How much does a data breach truly cost? When it comes to picking up the pieces post-attack, the numbers continue to vary, especially industry by industry.
According to the Ponemon Institute’s Cost of a Data Breach Report, an annual compendium of data breach trends that over the years has become a barometer of sorts for the information security industry, in 2020, data breaches on average cost $3.86 million.
While the average cost is down a tick (1.5%) from Ponemon's 2019 figure, $3.92 million, the report’s highest cost - the average cost of a data breach in the United States in 2020 - $8.64 million, is higher than 2019's figure, $8.19 million.
Ponemon and IBM, which has sponsored the report for the last five years, suggest that despite the dip, organizations who lacked security automation and incident response mechanisms experienced a higher cost of remediation.

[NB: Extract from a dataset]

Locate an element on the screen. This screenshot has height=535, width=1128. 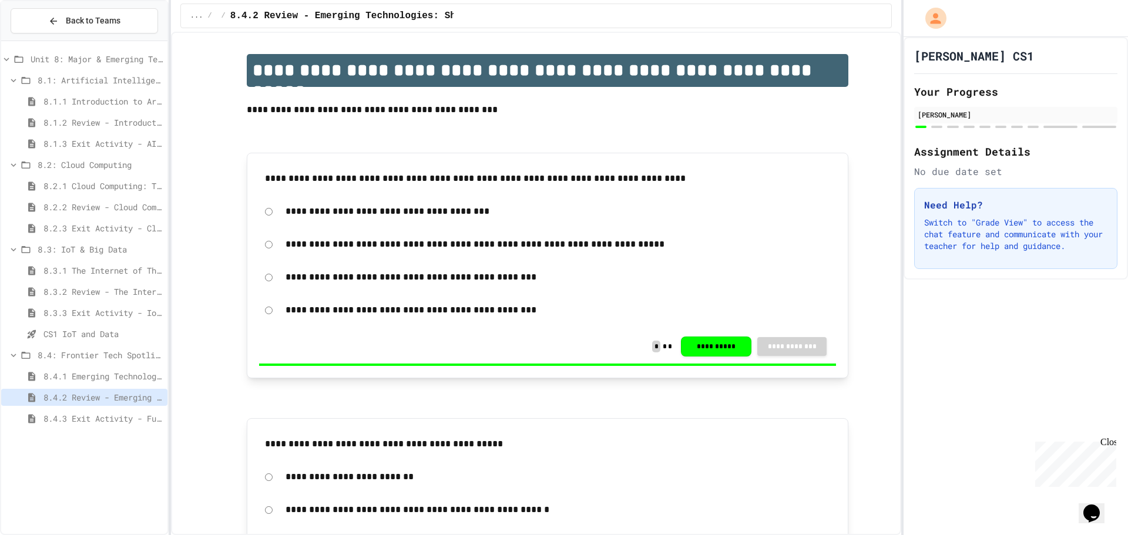
span: 8.1.2 Review - Introduction to Artificial Intelligence is located at coordinates (103, 122).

Worldwide, the cost of a breach, is largely going up. In the Middle East, which was the second costliest region last year (a breach cost $5.97 million there) a breach this year would cost $6.52 million. Canada and Japan – third and fifth on the list respectively – saw their average costs go up too.
The full report, which spans 82 pages, digs into the numbers further.
For the 10th year in a row, healthcare organizations have had the highest costs associated with a data breach. This year IBM claims on average that a healthcare breach costs an organization $7.1M, up a hair from last year's cost ($6.45M). The second costliest industry, the energy industry, cost firms $6.39 million on average.
Only three industries saw an increase in the total cost of a breach: Healthcare - a 10.5% increase, energy - a 14.1% increase, and the retail industry, which saw a 9.2% uptick.
As Ponemon points out, industries with higher regulatory bars had higher data breach costs this year. The more damaging the data breach, the more likely an organization is to lose business, which could explain why the healthcare, energy, financial, and pharmaceutical industries were some of the the hardest hit.
Like previous reports, this year's boils down responses from individuals who experienced a data breach incident at their organization. 3,200 individuals from 524 breached organizations across 17 countries/regions, and 17 different industries were interviewed this year.
This year's report, for the first time, breaks down records breached, by customer personally identifiable information, employee PII, and intellectual property.
More often than not, the breaches involved organizations' personally identifiable information. According to the report, 80 percent of the organizations that were breached said customer PII was breached; that breached data cost businesses $150 per compromised record and even more ($175) when that data was breached via a malicious attack.
Less breaches involved intellectual property (32%) anonymous customer data (24%) and employee PII (21%).
The report doesn't just drill into the cost of breaches, it looks at mitigating factors, the time to identify and contain breaches, and other security best practices.
The amount of time it’s taken organizations to identify and contain data breaches unfortunately hasn't changed much. This year, it took companies on average 207 days to identify and 73 days to contain a breach - a total of 280 days. Last year, organizations said it took them 279 days to identify and contain a breach.
Respondents claimed having incident response testing, red team testing, threat intel sharing, and data loss prevention proved to be cost mitigating factors. Being sloppy when it came to meeting compliance, a lack of qualified cybersecurity personnel, and overly complex security systems proved to be cost amplifying factors, at least according to respondents.
The report builds on a finding last year: That having an incident response team and an incident response plan can go a long way when it comes to saving an organization money. Last year the report said having both in place could save a firm $1.23 million per breach. This year, it suggests that having both in place could save an organization $2 million; $5.29 million without either vs. $3.29 million with both.
Deploying security automation technologies can help too; organizations without security automation experienced a higher cost, by $3.58 million, than those with automation deployed.
Unlike many reports coming out as of late, the Cost of a Data Breach gives us a slight idea of how COVID-19 has affected organizations. This report spans from August 2019 to April 2020, meaning it covers about two months of the ongoing coronavirus pandemic.
Of those asked, 70 percent said that having workers work remotely would increase the cost of a data breach; 76% said it would make it take longer to identity and contain a data breach. It's possible not a large enough population was polled however as only 54% of those surveyed said they were requiring remote work in response to COVID-19.
Regardless, of those whose workspaces went virtual, 70 percent said it would likely increase the cost of a potential data breach.